Summer Weekend Review: “One Million BC” (1940)

It has been awhile since we’ve run weekend reviews of older genre movies and, with summer upon us, we’d like to once more supplement reviews and discussions of newer fare with a few seasonally-appropriate oldies. SF Beach Movies are rare, but the next few weeks will see reviews of the closest thing, the fantastic Caveman films from the cinematic past1.

(And they are topical just now)

Title: One Million BC

Cast, Crew, and Other Info:

Directed by Hal Roach and Hal Roach Jr.
Written by Mickell Novack, George Baker, Joseph Frickert, and Grover Jones (narration).

Cast
Victor Mature as Tumak / hiker
Carole Landis as Loana / hiker
Lon Chaney Jr. as Akhoba / hiker
Conrad Nagel as narrator/anthropologist
John Hubbard as Ohtao / hiker
Nigel De Brulier as Peytow
Mamo Clark as Nupondi
Inez Palange as Tohana
Edgar Edwards as Skakana

Premise:

Some hikers stumble upon an eccentric anthropologist who spins a story based on some prehistoric cave paintings he has found. What follows appears to be his tale as the hikers imagine it, the dawn of a new era among rival cave-dwelling tribes, prehistoric mammals, slurpasaurs, and the inevitable volcano.

Long ago, a rebel from the savage Rock Tribe meets a lass from the more civilized Shell Tribe….

High Point

The effects are a high point, even when they don’t quite work.

The models and mattes hold up; some of the sets look chintzily studio, and feel like the foundations of the Flintstones’ Bedrock. It’s the prehistoric animals which most people will remember.
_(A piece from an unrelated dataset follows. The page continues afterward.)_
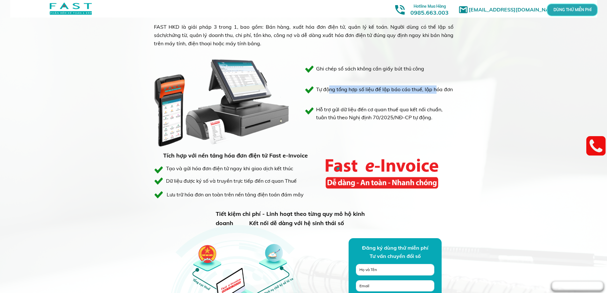 Image resolution: width=607 pixels, height=293 pixels. I want to click on input: Họ và Tên, so click(395, 270).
The Roaches used a range of techniques to create their battling beasts. The allosaurus, a puppet or costume, fares worst; most effective are the dressed up elephants and musk oxen which interact with the cast. Most common and notorious, however, are this film’ slurpasaurs.
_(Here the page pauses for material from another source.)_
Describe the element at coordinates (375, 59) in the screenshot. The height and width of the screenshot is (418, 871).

Some film nerd coined that term to designate a commonplace animal, typically a pet store lizard, which plays the part of a dinosaur or dinosaurian monster in a drive-in theatre movie. The term derives from the fact that small lizards often have long, flickery tongues, which seem especially prominent and potentially slurpy when the beastie is shown in extreme close-up, moving in slow-motion under hot studio lights. While some creatures play their roles au naturel, the more interesting slurpasaurs sport large rubber fins, plastic horns, or other monstrous appendages. One Million BC uses modified lizards, armadillos, badgers, and a baby alligator in the key dino-roles. Their use will occasionally disturb viewers, especially during bloody, forced battle scenes, but they prove fascinating nonetheless.

These effects also proved difficult to duplicate, because of pressure on the studios to avoid cruelty to animals.2 Consequently, One Million BC provided the studio with a modest cash cow: slurpasaurs by the yard. And so the footage reappears in (to name a few): Tarzan’s Desert Mystery (1943), Two Lost Worlds (1950), Tarzan’s Jungle Manhunt (1951), Untamed Women (1952), Robot Monster (1953), King Dinosaur (1954), Teenage Caveman (1958), Valley of the Dragons (1961), Horror of the Blood Monsters (1970) and in 1950s and 1960s television shows such as Ramar of the Jungle, Jungle Jim, and The Time Tunnel. I even recall a chocolate bar commercial a few years back reusing a key sequence from this film.

Low Point

I give the filmmakers credit for the framing device, which explains the jumble of prehistoric eras. The anthropologist only mentions mastodons and sabre-tooth tigers, creatures which coexisted with our human ancestors. The fact that assorted dinosaurs turn up matches popular, inaccurate expectations, but it makes perfect sense, since the whole thing takes place in the minds of some hikers.

Unfortunately, this tedious sequence proves otherwise unnecessary, and soon gets forgotten; the film closes without returning to its frame.

The Scores:

Originality: 3/6 Caveman Pictures had been made before, but this one pretty much set the standard and the model for others to follow. Of course, it uses some very familiar dramatic tropes, and the inspiration from Romeo and Juliet is obvious enough.

Story: 4/6

Effects: 4/6 I discuss the effects at some length under “High Points”

Production: 5/6

Acting: 4/6 The acting is passable, but hardly brilliant. Carole Landis fares best among the hairy and wooden cast.

Emotional Response: 5/6

Overall: 4/6

In total, One Million BC receives 29/42.

Next week: Rachel Welch busts out in the remake!

1. I recognize the sexism and inaccuracy of the term “Cave-man,” but as a term it represents the thinking that went into these films.

Portions of this first review have been inspired and lifted from one I wrote years ago for E2.

2. This is not to say that the practice ended altogether. The 1960 version of The Lost World, for example, used fresh slurp creations.